Design Community Hub launches to “keep the industry alive”

Leading designers and industry experts have collaborated on a platform which seeks to help those affected by the Covid pandemic.

The Design Community Hub (DCH) has launched in an attempt to help young designers and those affected by the pandemic in the UK’s design industry.

The digital platform hopes to provide a network of support and guidance for new designers and those who have been furloughed or lost their job over the past year, through a series of webinars, mentorship schemes and internships.

According to its mission statement, the portal seeks to “keep the industry alive for a more creative future”.

The creative industries were projected to lose around 400,000 jobs and £74 billion in revenue because of the pandemic, and will be one of the hardest hit industries, according to research from the Creative Industries Federation.

Its founders of DCH include Lumsden and director founder Callum Lumsden, Design Business Association (DBA) chief executive Deborah Dawton and Landor & Fitch chief creative officer Tim Greenhalgh.

Other founding members include Born Ugly (previously Elmwood Leeds) chairman Jonathan Sands and Phil and Claire Jones from Podge Events.


“Without new blood, our industry can’t exist”

Callum Lumsden

The platform was prompted by a question asked by Callum Lumsden at a DBA seminar about what the industry could do to support recent graduates and young designers whose careers had been adversely affected by the pandemic.

“I thought it was an important question to ask of some of the UK’s most respected design figures,” Lumsden says. “What can we do? Shouldn’t we be collectively looking to help those generations who are, let’s face it, out future?”

“Without new blood, our industry can’t exist,” Lumsden says. “Design relies on fresh creativity to add to the mix.”

The platform is seeking donations as well as interest from designers who could lend their advice and expertise. Lumsden says that he’s been receiving many more CVs than usual, and part of solution has been putting designers in touch with each other. “It’s looking after a profession we all love,” he adds. “And there is light at the end of the tunnel.”


“We don’t want to lose the people with the experience either”

Lumsden adds that it’s not just about the graduates, but also designers that have been laid off. “We don’t want to lose the people with the experience either,” he says, likening the DCH to the advertising industry’s support organisation National Advertising Benevolent Society (NABS).

“It’s there to help people with trouble, and the design industry has never had something like that. Isn’t it about time that the design community put their heads above the parapet?”

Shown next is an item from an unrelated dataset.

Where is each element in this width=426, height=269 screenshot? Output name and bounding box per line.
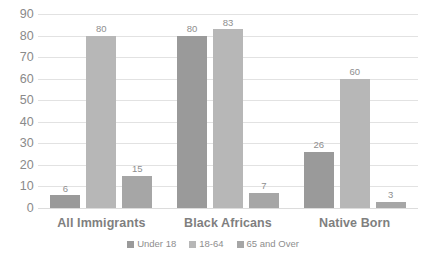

Lumsden says that his studio will be taking around four graduates and offer their skills to clients who have not got a design budget. The studio will fund this process, and the graduates will be mentored in the studio. “That helps the clients and the graduates as it gives them something for their portfolio,” Lumsden says.

Tim Greenhalgh is set to connect graduates with Landor & Fitch’s international offices. That process will be easier given current remote working conditions, Lumsden adds. He hopes that this will help designers feel like they’re part of an active network rather than “sitting isolated in their bedrooms”, he says.

It’s aimed at all sectors of design, from retail to website developers and the ambitions are long-term, Lumsden adds. As part of these overarching efforts in building a “more vibrant future” for the industry, the designer says that the DCH will seek to address issues around diversity in the industry as well as support international designers.

“Within the networks that all the design companies and agencies have, we think we can really make a difference.”